First of all, I'd like to direct you to one of my better answers. What it'll teach you is that, fundamentally, it's already very difficult to reverse engineer almost anything. Not impossible, but not easy.
Add to what that other answer explains the fact that you don't have an integrated circuit or a piece of encrypted software. You have the result of the application of the technology someone is trying to reverse engineer. Let me explain.
Reverse engineering an integrated circuit means re-creating the schematic diagram. But not re-creating the fabrication facility. There's never an assumption of an overwhelming leap in innovation (real innovation doesn't work that way, no matter what the magazines claim). In other words, while one might need to tweak how a fabrication facility works, it's always possible to re-create the chip. Said another way, a lot of assumptions can be made based on "we know how to do X and they appear to do Y," and since chip manufacturing is kinda all the same thing, it can be assumed that F(x) = y, which gets you further than you might think.
But unlike an integrated circuit (and making allowances for talking about a non-existent, even fanciful technology) there's really nothing about a genetically engineered creature that explains how that creature came to exist. There isn't, so to speak, a cross-section of the silicon substrate that can be examined to reveal information about the fabrication facility. It's a vague area within which you can achieve your goal. I have before me a completely new kind of frog! I know how to clone frogs! But that doesn't mean I can know, only through examination, how to build the equipment that produced that new frog.
And that's a wordy way of explaining why your tech can't be reverse engineered (at least not quickly... I'll get to that in a moment). We can look at the loaf of bread, but that doesn't mean we know anything about yeast, how to create it, or how to use it... or ovens... or rolling pins.... Whatever device was used to create our biologic, it's that device that needs to be reverse engineered. It's like trying to reverse engineer a chip fabrication facility when all you have to work with is an example chip. Yeah. You're well within the world of suspension of disbelief.
Now, having said that, there is a caveat. In that other answer, the OP was asking about an object the physics of which we did not understand and the operation of which we did not understand. (There were problems with that OP's assumptions, read the answer to understand that.) But it's an important distinction. You see...
Anything invented by one human can be invented by another.
In fact, the history of science is replete with examples of multiple scientists/engineers/inventors coming up with a solution to the same problem at about the same time despite acting independently. Unless you're proposing the innovative leap in your world isn't just a leap, but a world-record setting power jump way, way, way beyond a reasonable "realistic" expectation, what you have is the discovery of a technology that need only wait for someone else to discover it.
In short, while reverse engineering is whomping difficult, it's not impossible unless you're introducing Clarkean magic, as the other OP did.
So, while it's believable that people can't reverse engineer your biotech because extrapolating the devices needed to create a biolgic is not (at all) a direct and reasonable conclusion based only on looking at a genetically engineered sample, the reality is that there's a window of time before the first sample capture and the day that everybody has the tech.
You get to set the size of that period of time. Saying "it can't be done" is simply deciding the period of time is outside the window of your story.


The data below should be copied out exactly, with its pictures omitted.

Figure content listings
*** Begin section ***

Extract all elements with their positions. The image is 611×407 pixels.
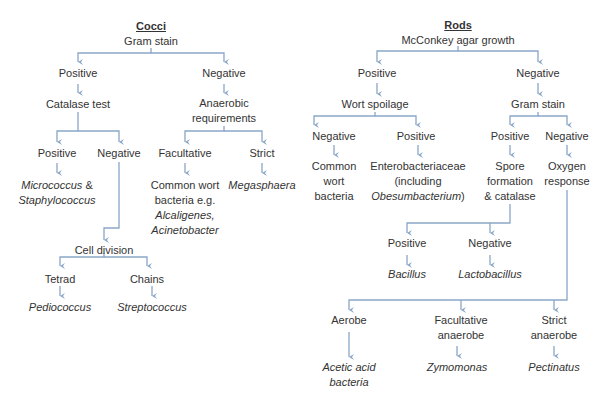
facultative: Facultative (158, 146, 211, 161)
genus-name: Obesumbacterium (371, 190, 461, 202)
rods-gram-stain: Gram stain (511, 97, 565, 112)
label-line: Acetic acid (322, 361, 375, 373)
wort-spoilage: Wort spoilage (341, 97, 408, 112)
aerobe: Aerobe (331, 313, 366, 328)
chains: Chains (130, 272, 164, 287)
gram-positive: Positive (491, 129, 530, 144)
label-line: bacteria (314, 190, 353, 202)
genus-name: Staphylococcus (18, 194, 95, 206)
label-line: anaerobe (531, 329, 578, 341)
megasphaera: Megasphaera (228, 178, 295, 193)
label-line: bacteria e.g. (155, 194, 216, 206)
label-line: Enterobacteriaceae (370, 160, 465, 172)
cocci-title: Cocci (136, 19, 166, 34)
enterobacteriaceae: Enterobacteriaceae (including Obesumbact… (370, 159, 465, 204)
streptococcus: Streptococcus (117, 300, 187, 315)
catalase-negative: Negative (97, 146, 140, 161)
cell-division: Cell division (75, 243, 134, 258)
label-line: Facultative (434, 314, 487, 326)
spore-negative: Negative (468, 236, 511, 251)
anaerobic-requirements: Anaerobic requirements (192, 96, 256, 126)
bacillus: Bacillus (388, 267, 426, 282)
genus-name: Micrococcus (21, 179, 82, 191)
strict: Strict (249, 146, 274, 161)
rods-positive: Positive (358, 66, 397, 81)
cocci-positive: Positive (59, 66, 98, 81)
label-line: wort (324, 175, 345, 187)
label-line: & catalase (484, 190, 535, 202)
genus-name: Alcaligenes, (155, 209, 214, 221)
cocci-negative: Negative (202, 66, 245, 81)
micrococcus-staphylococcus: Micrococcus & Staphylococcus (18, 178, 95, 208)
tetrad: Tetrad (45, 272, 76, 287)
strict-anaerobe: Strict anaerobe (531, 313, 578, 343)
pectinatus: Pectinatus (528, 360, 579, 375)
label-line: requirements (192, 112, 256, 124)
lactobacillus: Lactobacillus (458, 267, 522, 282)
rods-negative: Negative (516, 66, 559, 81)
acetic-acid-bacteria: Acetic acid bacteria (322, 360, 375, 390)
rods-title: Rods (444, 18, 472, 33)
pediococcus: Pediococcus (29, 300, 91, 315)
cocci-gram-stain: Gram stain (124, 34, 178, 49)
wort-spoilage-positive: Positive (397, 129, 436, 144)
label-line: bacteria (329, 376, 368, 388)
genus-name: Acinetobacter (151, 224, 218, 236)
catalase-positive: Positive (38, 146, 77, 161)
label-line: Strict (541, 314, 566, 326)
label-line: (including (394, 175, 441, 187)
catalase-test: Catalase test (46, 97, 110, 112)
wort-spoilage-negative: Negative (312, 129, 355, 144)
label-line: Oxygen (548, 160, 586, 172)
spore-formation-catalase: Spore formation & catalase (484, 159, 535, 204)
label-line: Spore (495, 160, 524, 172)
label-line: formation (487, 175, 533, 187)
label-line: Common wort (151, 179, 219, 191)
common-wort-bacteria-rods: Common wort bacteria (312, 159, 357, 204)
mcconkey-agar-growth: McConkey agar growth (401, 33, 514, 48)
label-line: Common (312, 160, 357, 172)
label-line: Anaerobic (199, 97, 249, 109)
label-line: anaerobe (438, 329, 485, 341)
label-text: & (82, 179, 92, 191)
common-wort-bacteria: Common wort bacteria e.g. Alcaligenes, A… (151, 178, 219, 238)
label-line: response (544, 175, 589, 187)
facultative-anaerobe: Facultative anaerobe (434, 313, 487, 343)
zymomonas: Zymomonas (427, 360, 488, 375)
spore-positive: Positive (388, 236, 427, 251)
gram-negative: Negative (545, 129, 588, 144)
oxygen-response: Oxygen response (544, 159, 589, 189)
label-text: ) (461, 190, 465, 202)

*** End section ***

Output for this task:
Extract all elements with their positions. The image is 611×407 pixels.
facultative: Facultative (158, 146, 211, 161)
genus-name: Obesumbacterium (371, 190, 461, 202)
rods-gram-stain: Gram stain (511, 97, 565, 112)
label-line: Acetic acid (322, 361, 375, 373)
wort-spoilage: Wort spoilage (341, 97, 408, 112)
aerobe: Aerobe (331, 313, 366, 328)
chains: Chains (130, 272, 164, 287)
gram-positive: Positive (491, 129, 530, 144)
label-line: bacteria (314, 190, 353, 202)
genus-name: Staphylococcus (18, 194, 95, 206)
label-line: anaerobe (531, 329, 578, 341)
megasphaera: Megasphaera (228, 178, 295, 193)
label-line: bacteria e.g. (155, 194, 216, 206)
label-line: Enterobacteriaceae (370, 160, 465, 172)
cocci-title: Cocci (136, 19, 166, 34)
enterobacteriaceae: Enterobacteriaceae (including Obesumbact… (370, 159, 465, 204)
streptococcus: Streptococcus (117, 300, 187, 315)
catalase-negative: Negative (97, 146, 140, 161)
cell-division: Cell division (75, 243, 134, 258)
label-line: Facultative (434, 314, 487, 326)
spore-negative: Negative (468, 236, 511, 251)
anaerobic-requirements: Anaerobic requirements (192, 96, 256, 126)
bacillus: Bacillus (388, 267, 426, 282)
genus-name: Micrococcus (21, 179, 82, 191)
strict: Strict (249, 146, 274, 161)
rods-positive: Positive (358, 66, 397, 81)
cocci-positive: Positive (59, 66, 98, 81)
label-line: wort (324, 175, 345, 187)
label-line: & catalase (484, 190, 535, 202)
genus-name: Alcaligenes, (155, 209, 214, 221)
cocci-negative: Negative (202, 66, 245, 81)
micrococcus-staphylococcus: Micrococcus & Staphylococcus (18, 178, 95, 208)
tetrad: Tetrad (45, 272, 76, 287)
strict-anaerobe: Strict anaerobe (531, 313, 578, 343)
pectinatus: Pectinatus (528, 360, 579, 375)
label-line: requirements (192, 112, 256, 124)
lactobacillus: Lactobacillus (458, 267, 522, 282)
rods-negative: Negative (516, 66, 559, 81)
acetic-acid-bacteria: Acetic acid bacteria (322, 360, 375, 390)
rods-title: Rods (444, 18, 472, 33)
pediococcus: Pediococcus (29, 300, 91, 315)
cocci-gram-stain: Gram stain (124, 34, 178, 49)
wort-spoilage-positive: Positive (397, 129, 436, 144)
label-line: bacteria (329, 376, 368, 388)
genus-name: Acinetobacter (151, 224, 218, 236)
catalase-positive: Positive (38, 146, 77, 161)
label-line: Strict (541, 314, 566, 326)
label-line: (including (394, 175, 441, 187)
catalase-test: Catalase test (46, 97, 110, 112)
wort-spoilage-negative: Negative (312, 129, 355, 144)
label-line: Oxygen (548, 160, 586, 172)
spore-formation-catalase: Spore formation & catalase (484, 159, 535, 204)
label-line: Spore (495, 160, 524, 172)
label-line: formation (487, 175, 533, 187)
label-line: Common wort (151, 179, 219, 191)
common-wort-bacteria-rods: Common wort bacteria (312, 159, 357, 204)
mcconkey-agar-growth: McConkey agar growth (401, 33, 514, 48)
label-line: Common (312, 160, 357, 172)
label-line: Anaerobic (199, 97, 249, 109)
label-line: anaerobe (438, 329, 485, 341)
label-text: & (82, 179, 92, 191)
common-wort-bacteria: Common wort bacteria e.g. Alcaligenes, A… (151, 178, 219, 238)
label-line: response (544, 175, 589, 187)
facultative-anaerobe: Facultative anaerobe (434, 313, 487, 343)
zymomonas: Zymomonas (427, 360, 488, 375)
spore-positive: Positive (388, 236, 427, 251)
gram-negative: Negative (545, 129, 588, 144)
oxygen-response: Oxygen response (544, 159, 589, 189)
label-text: ) (461, 190, 465, 202)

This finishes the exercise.